Many organizations are now prioritizing data analytics and virtual health efforts and are boosting the digital front door for patients. At the Becker's Healthcare Health IT + Revenue Cycle Management Virtual Event on July 24, CommonSpirit Health Chief Information and Digital Officer Suja Chandrasekaran discussed lessons learned over the past few months and how the health system is preparing for the future.
Here is an excerpt from the session, lightly edited for clarity. Click here to view the entire conversation on demand.
Question: How have you approached some of the key challenges with virtual care, remote work, data gathering and communication over the past few months? What lessons have you learned and what will you need next?
Suja Chandrasekaran: I see working the digital workspace goes beyond email and video conferencing. We are in the process of deploying an employee return-to-work app, which has got a fairly robust set of capabilities around how many people are in the building and who is all on a particular floor as well as which vendors are coming in. We can trace exposure as well as do contact tracing and also use that to send messages and communicate with 150,000 people very quickly.
We are also in the process of building and employing a much more robust content collaboration and information sharing internal social network. So there's a whole robust digital workplace, a digital roadmap, for our internal workplace that changes the way we think and work but also supports a different culture. It's not just about the tool but it's a different mindset and way of thinking. We have to work differently.
Q: You've mentioned in the past that health systems embracing patient-centric technology are most likely to win in the future. What are the most urgent technologies that CommonSpirit is focused on today to deliver a great patient experience?
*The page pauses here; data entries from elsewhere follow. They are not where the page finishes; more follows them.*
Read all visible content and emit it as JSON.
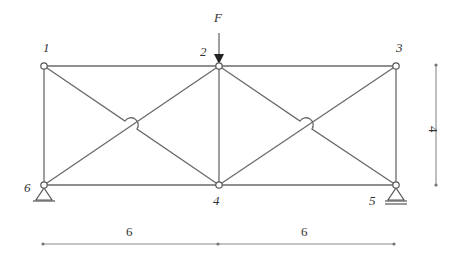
{
  "diagram": {
    "type": "truss",
    "load": {
      "label": "F",
      "node": "2",
      "direction": "down"
    },
    "nodes": [
      {
        "id": "1",
        "label": "1",
        "x": 44,
        "y": 66
      },
      {
        "id": "2",
        "label": "2",
        "x": 219,
        "y": 66
      },
      {
        "id": "3",
        "label": "3",
        "x": 396,
        "y": 66
      },
      {
        "id": "4",
        "label": "4",
        "x": 219,
        "y": 185
      },
      {
        "id": "5",
        "label": "5",
        "x": 396,
        "y": 185
      },
      {
        "id": "6",
        "label": "6",
        "x": 44,
        "y": 185
      }
    ],
    "members": [
      [
        "1",
        "2"
      ],
      [
        "2",
        "3"
      ],
      [
        "6",
        "4"
      ],
      [
        "4",
        "5"
      ],
      [
        "1",
        "6"
      ],
      [
        "2",
        "4"
      ],
      [
        "3",
        "5"
      ],
      [
        "1",
        "4"
      ],
      [
        "6",
        "2"
      ],
      [
        "2",
        "5"
      ],
      [
        "4",
        "3"
      ]
    ],
    "supports": [
      {
        "node": "6",
        "type": "pin"
      },
      {
        "node": "5",
        "type": "roller"
      }
    ],
    "dimensions": {
      "horizontal": [
        {
          "label": "6"
        },
        {
          "label": "6"
        }
      ],
      "vertical": {
        "label": "4"
      }
    }
  }
}
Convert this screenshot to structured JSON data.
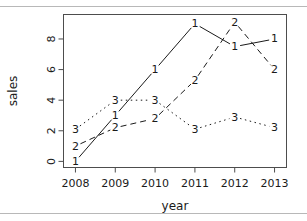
{
  "figure": {
    "top_clipped_text": "",
    "x_axis_title": "year",
    "y_axis_title": "sales"
  },
  "chart_data": {
    "type": "line",
    "title": "",
    "subtitle": "",
    "xlabel": "year",
    "ylabel": "sales",
    "x": [
      2008,
      2009,
      2010,
      2011,
      2012,
      2013
    ],
    "categories": [
      "2008",
      "2009",
      "2010",
      "2011",
      "2012",
      "2013"
    ],
    "xtick_labels": [
      "2008",
      "2009",
      "2010",
      "2011",
      "2012",
      "2013"
    ],
    "ytick_labels": [
      "0",
      "2",
      "4",
      "6",
      "8"
    ],
    "yticks": [
      0,
      2,
      4,
      6,
      8
    ],
    "xlim": [
      2007.7,
      2013.3
    ],
    "ylim": [
      -0.4,
      9.6
    ],
    "grid": false,
    "legend": "none",
    "point_marker_style": "numeric-character",
    "series": [
      {
        "name": "1",
        "label": "1",
        "linestyle": "solid",
        "values": [
          0,
          3,
          6,
          9,
          7.5,
          8
        ]
      },
      {
        "name": "2",
        "label": "2",
        "linestyle": "dashed",
        "values": [
          1,
          2.2,
          2.8,
          5.3,
          9.1,
          6
        ]
      },
      {
        "name": "3",
        "label": "3",
        "linestyle": "dotted",
        "values": [
          2.1,
          4.0,
          4.0,
          2.1,
          2.9,
          2.2
        ]
      }
    ]
  }
}
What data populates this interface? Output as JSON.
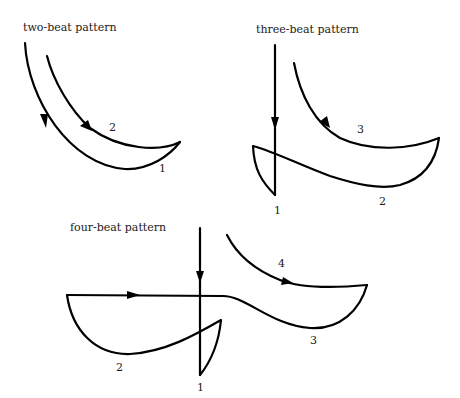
{
  "diagram": {
    "panels": [
      {
        "id": "two-beat",
        "title": "two-beat pattern",
        "beats": [
          "1",
          "2"
        ]
      },
      {
        "id": "three-beat",
        "title": "three-beat pattern",
        "beats": [
          "1",
          "2",
          "3"
        ]
      },
      {
        "id": "four-beat",
        "title": "four-beat pattern",
        "beats": [
          "1",
          "2",
          "3",
          "4"
        ]
      }
    ],
    "colors": {
      "line": "#000000",
      "text": "#1a1a1a",
      "background": "#ffffff"
    }
  }
}
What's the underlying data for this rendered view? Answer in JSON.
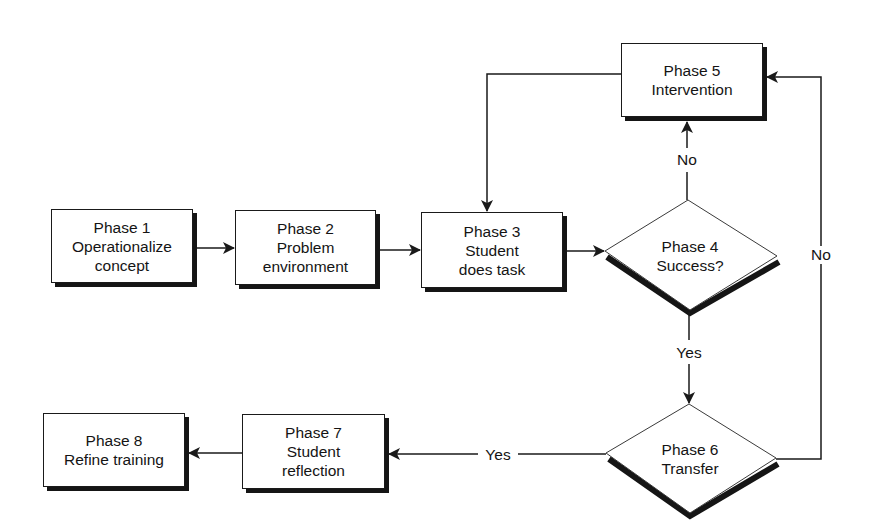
{
  "diagram": {
    "type": "flowchart",
    "nodes": [
      {
        "id": "phase1",
        "shape": "rect",
        "title": "Phase 1",
        "line2": "Operationalize",
        "line3": "concept"
      },
      {
        "id": "phase2",
        "shape": "rect",
        "title": "Phase 2",
        "line2": "Problem",
        "line3": "environment"
      },
      {
        "id": "phase3",
        "shape": "rect",
        "title": "Phase 3",
        "line2": "Student",
        "line3": "does task"
      },
      {
        "id": "phase4",
        "shape": "diamond",
        "title": "Phase 4",
        "line2": "Success?"
      },
      {
        "id": "phase5",
        "shape": "rect",
        "title": "Phase 5",
        "line2": "Intervention"
      },
      {
        "id": "phase6",
        "shape": "diamond",
        "title": "Phase 6",
        "line2": "Transfer"
      },
      {
        "id": "phase7",
        "shape": "rect",
        "title": "Phase 7",
        "line2": "Student",
        "line3": "reflection"
      },
      {
        "id": "phase8",
        "shape": "rect",
        "title": "Phase 8",
        "line2": "Refine training"
      }
    ],
    "edges": [
      {
        "from": "phase1",
        "to": "phase2",
        "label": ""
      },
      {
        "from": "phase2",
        "to": "phase3",
        "label": ""
      },
      {
        "from": "phase3",
        "to": "phase4",
        "label": ""
      },
      {
        "from": "phase4",
        "to": "phase5",
        "label": "No"
      },
      {
        "from": "phase5",
        "to": "phase3",
        "label": ""
      },
      {
        "from": "phase4",
        "to": "phase6",
        "label": "Yes"
      },
      {
        "from": "phase6",
        "to": "phase5",
        "label": "No"
      },
      {
        "from": "phase6",
        "to": "phase7",
        "label": "Yes"
      },
      {
        "from": "phase7",
        "to": "phase8",
        "label": ""
      }
    ],
    "edge_labels": {
      "p4_no": "No",
      "p4_yes": "Yes",
      "p6_no": "No",
      "p6_yes": "Yes"
    },
    "colors": {
      "line": "#1a1a1a",
      "shadow": "#151515",
      "background": "#ffffff"
    }
  }
}
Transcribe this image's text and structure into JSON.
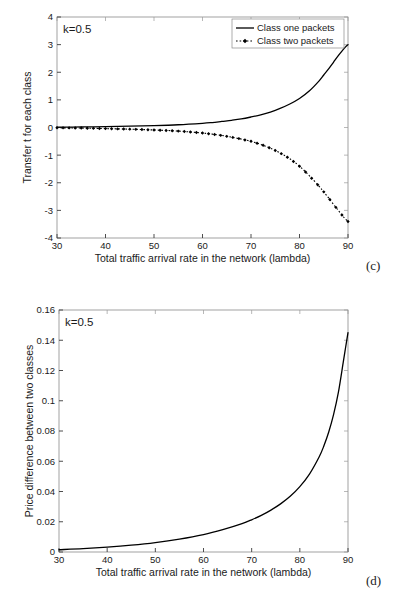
{
  "figure": {
    "subplots": [
      {
        "id": "c",
        "caption": "(c)",
        "annotation": "k=0.5"
      },
      {
        "id": "d",
        "caption": "(d)",
        "annotation": "k=0.5"
      }
    ]
  },
  "chart_data": [
    {
      "type": "line",
      "id": "c",
      "title": "",
      "xlabel": "Total traffic arrival rate in the network (lambda)",
      "ylabel": "Transfer t for each class",
      "annotation": "k=0.5",
      "caption": "(c)",
      "xlim": [
        30,
        90
      ],
      "ylim": [
        -4,
        4
      ],
      "xticks": [
        30,
        40,
        50,
        60,
        70,
        80,
        90
      ],
      "yticks": [
        -4,
        -3,
        -2,
        -1,
        0,
        1,
        2,
        3,
        4
      ],
      "xticklabels": [
        "30",
        "40",
        "50",
        "60",
        "70",
        "80",
        "90"
      ],
      "yticklabels": [
        "-4",
        "-3",
        "-2",
        "-1",
        "0",
        "1",
        "2",
        "3",
        "4"
      ],
      "grid": false,
      "legend": {
        "position": "top-right",
        "entries": [
          {
            "label": "Class one packets",
            "style": "solid",
            "marker": "none"
          },
          {
            "label": "Class two packets",
            "style": "dotted",
            "marker": "diamond"
          }
        ]
      },
      "series": [
        {
          "name": "Class one packets",
          "style": "solid",
          "color": "#000000",
          "x": [
            30,
            35,
            40,
            45,
            50,
            55,
            60,
            62,
            64,
            66,
            68,
            70,
            72,
            74,
            76,
            78,
            80,
            82,
            84,
            85,
            86,
            87,
            88,
            89,
            89.5,
            90
          ],
          "y": [
            0.01,
            0.02,
            0.03,
            0.05,
            0.07,
            0.1,
            0.15,
            0.18,
            0.22,
            0.26,
            0.31,
            0.38,
            0.46,
            0.56,
            0.69,
            0.85,
            1.05,
            1.32,
            1.68,
            1.9,
            2.12,
            2.36,
            2.6,
            2.82,
            2.92,
            3.0
          ]
        },
        {
          "name": "Class two packets",
          "style": "dotted",
          "color": "#000000",
          "x": [
            30,
            35,
            40,
            45,
            50,
            55,
            60,
            62,
            64,
            66,
            68,
            70,
            72,
            74,
            76,
            78,
            80,
            82,
            84,
            85,
            86,
            87,
            88,
            89,
            89.5,
            90
          ],
          "y": [
            -0.01,
            -0.02,
            -0.04,
            -0.06,
            -0.09,
            -0.13,
            -0.2,
            -0.24,
            -0.29,
            -0.35,
            -0.42,
            -0.5,
            -0.61,
            -0.75,
            -0.92,
            -1.13,
            -1.4,
            -1.74,
            -2.12,
            -2.33,
            -2.55,
            -2.78,
            -3.0,
            -3.22,
            -3.32,
            -3.4
          ]
        }
      ]
    },
    {
      "type": "line",
      "id": "d",
      "title": "",
      "xlabel": "Total traffic arrival rate in the network (lambda)",
      "ylabel": "Price difference between two classes",
      "annotation": "k=0.5",
      "caption": "(d)",
      "xlim": [
        30,
        90
      ],
      "ylim": [
        0,
        0.16
      ],
      "xticks": [
        30,
        40,
        50,
        60,
        70,
        80,
        90
      ],
      "yticks": [
        0,
        0.02,
        0.04,
        0.06,
        0.08,
        0.1,
        0.12,
        0.14,
        0.16
      ],
      "xticklabels": [
        "30",
        "40",
        "50",
        "60",
        "70",
        "80",
        "90"
      ],
      "yticklabels": [
        "0",
        "0.02",
        "0.04",
        "0.06",
        "0.08",
        "0.1",
        "0.12",
        "0.14",
        "0.16"
      ],
      "grid": false,
      "legend": null,
      "series": [
        {
          "name": "Price difference",
          "style": "solid",
          "color": "#000000",
          "x": [
            30,
            35,
            40,
            45,
            50,
            55,
            60,
            64,
            68,
            70,
            72,
            74,
            76,
            78,
            80,
            82,
            84,
            85,
            86,
            87,
            88,
            89,
            89.5,
            90
          ],
          "y": [
            0.0015,
            0.0022,
            0.0032,
            0.0045,
            0.0062,
            0.0085,
            0.0115,
            0.0148,
            0.0188,
            0.0213,
            0.0242,
            0.0277,
            0.0318,
            0.0368,
            0.0432,
            0.0515,
            0.0628,
            0.0702,
            0.0793,
            0.0908,
            0.1055,
            0.1252,
            0.1352,
            0.145
          ]
        }
      ]
    }
  ]
}
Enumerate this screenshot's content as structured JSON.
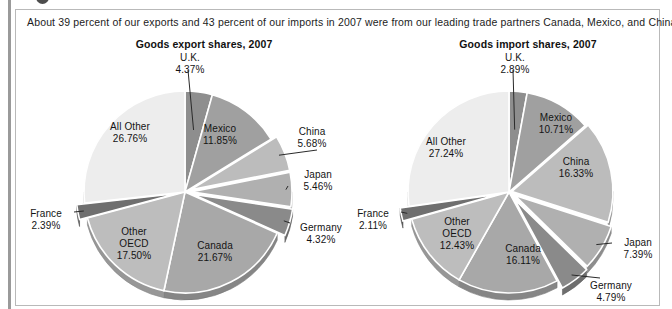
{
  "caption": "About 39 percent of our exports and 43 percent of our imports in 2007 were from our leading trade partners Canada, Mexico, and China.",
  "charts": [
    {
      "title": "Goods export shares, 2007",
      "id": "export",
      "slices": [
        {
          "label": "U.K.",
          "value": "4.37%",
          "pct": 4.37,
          "color": "#8e8e8e"
        },
        {
          "label": "Mexico",
          "value": "11.85%",
          "pct": 11.85,
          "color": "#a0a0a0"
        },
        {
          "label": "China",
          "value": "5.68%",
          "pct": 5.68,
          "color": "#bcbcbc"
        },
        {
          "label": "Japan",
          "value": "5.46%",
          "pct": 5.46,
          "color": "#b0b0b0"
        },
        {
          "label": "Germany",
          "value": "4.32%",
          "pct": 4.32,
          "color": "#8a8a8a"
        },
        {
          "label": "Canada",
          "value": "21.67%",
          "pct": 21.67,
          "color": "#a8a8a8"
        },
        {
          "label": "Other OECD",
          "value": "17.50%",
          "pct": 17.5,
          "color": "#bdbdbd"
        },
        {
          "label": "France",
          "value": "2.39%",
          "pct": 2.39,
          "color": "#6f6f6f"
        },
        {
          "label": "All Other",
          "value": "26.76%",
          "pct": 26.76,
          "color": "#ededed"
        }
      ]
    },
    {
      "title": "Goods import shares, 2007",
      "id": "import",
      "slices": [
        {
          "label": "U.K.",
          "value": "2.89%",
          "pct": 2.89,
          "color": "#8e8e8e"
        },
        {
          "label": "Mexico",
          "value": "10.71%",
          "pct": 10.71,
          "color": "#a0a0a0"
        },
        {
          "label": "China",
          "value": "16.33%",
          "pct": 16.33,
          "color": "#bcbcbc"
        },
        {
          "label": "Japan",
          "value": "7.39%",
          "pct": 7.39,
          "color": "#b0b0b0"
        },
        {
          "label": "Germany",
          "value": "4.79%",
          "pct": 4.79,
          "color": "#8a8a8a"
        },
        {
          "label": "Canada",
          "value": "16.11%",
          "pct": 16.11,
          "color": "#a8a8a8"
        },
        {
          "label": "Other OECD",
          "value": "12.43%",
          "pct": 12.43,
          "color": "#bdbdbd"
        },
        {
          "label": "France",
          "value": "2.11%",
          "pct": 2.11,
          "color": "#6f6f6f"
        },
        {
          "label": "All Other",
          "value": "27.24%",
          "pct": 27.24,
          "color": "#ededed"
        }
      ]
    }
  ],
  "chart_data": [
    {
      "type": "pie",
      "title": "Goods export shares, 2007",
      "categories": [
        "U.K.",
        "Mexico",
        "China",
        "Japan",
        "Germany",
        "Canada",
        "Other OECD",
        "France",
        "All Other"
      ],
      "values": [
        4.37,
        11.85,
        5.68,
        5.46,
        4.32,
        21.67,
        17.5,
        2.39,
        26.76
      ],
      "value_labels": [
        "4.37%",
        "11.85%",
        "5.68%",
        "5.46%",
        "4.32%",
        "21.67%",
        "17.50%",
        "2.39%",
        "26.76%"
      ],
      "unit": "percent",
      "total": 100.0,
      "legend": "none (slices directly labeled)",
      "grid": false
    },
    {
      "type": "pie",
      "title": "Goods import shares, 2007",
      "categories": [
        "U.K.",
        "Mexico",
        "China",
        "Japan",
        "Germany",
        "Canada",
        "Other OECD",
        "France",
        "All Other"
      ],
      "values": [
        2.89,
        10.71,
        16.33,
        7.39,
        4.79,
        16.11,
        12.43,
        2.11,
        27.24
      ],
      "value_labels": [
        "2.89%",
        "10.71%",
        "16.33%",
        "7.39%",
        "4.79%",
        "16.11%",
        "12.43%",
        "2.11%",
        "27.24%"
      ],
      "unit": "percent",
      "total": 100.0,
      "legend": "none (slices directly labeled)",
      "grid": false
    }
  ],
  "colors": {
    "panel_border": "#b9b9b9",
    "slice_outline": "#ffffff",
    "text": "#141414",
    "all_other": "#ededed",
    "france": "#6f6f6f"
  }
}
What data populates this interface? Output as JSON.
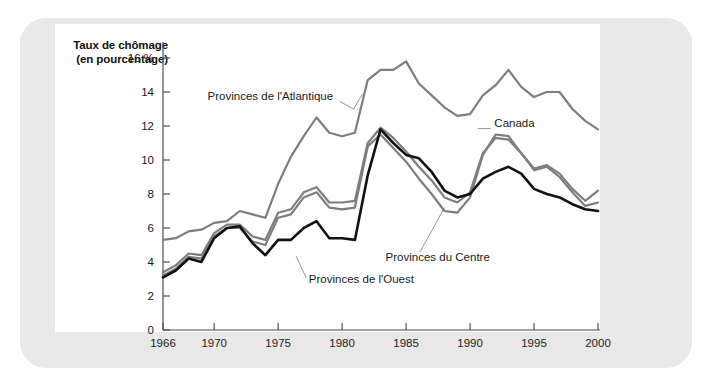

SC: I rarely start a conversation focused on technology. So I would start it from the user-centric mindset. We have broken in and created a road map around about 14 different products. For example, the integrated digital front door is a product; certain scheduling functions are a product; digital content is a product. So we have around 14 of those products and it's a very agile feature function-based scaling game on each of the products and underneath the product is a very robust digital health platform. The platform is a combination of data and user experiences and AI-infused capabilities, or process automation, that is done through our robotics automation or in some cases it's blockchain-based. There is a confluence of multiple technologies that brings it together.
What we really put emphasis on is the outward-looking and patient-looking capabilities. That is then lit up based on underlying technologies. But it's rarely just one technology that pops out or creates, it's anything that is built and designed with the user centricity in mind and keeps up with the maturation of the technology. Every technology is not the same. I've done artificial intelligence and machine learning for years. I remember the early days when there were hardly any libraries at all and you had to code everything. Now there are much more robust libraries available and much more robust integrated data and AI platforms, and every technology goes through its own maturation.
Q: What is the system's strategy for investing in digital technology today, especially considering the financial impact of the pandemic on the system?
SC: I would use the word omni-channel, which is very similar to the approach of retailers. We order a product and it comes in, maybe you order a few different sizes. You keep one and you return one, right? So think of a journey where you have a symptom, you Google it, and as part of that symptom checker you find the clinic online and take a virtual visit. The doctor orders you a test kit and your kit is sent to your home. You do a swab and a mobile diagnostics unit comes and takes your specimen, and then the results are sent to you. You can then meet with your physician to discuss results.
You can keep stitching the journey together, which is a combination of digital experiences as well as physical experiences, and in the end you have your prescription ordered and it's sent directly to you in a frictionless journey, and there are even frictionless payments. You can make ratings and reviews similar to the way we do as consumers and then the health system can measure patient satisfaction and make it transparent; that is enabled through technologies.
All of this is not going to be built in a day. It takes time; one feature at a time. It's about making consistent progress and continuous improvement with a clear mission. We have a clear vision that grounds us and centers us.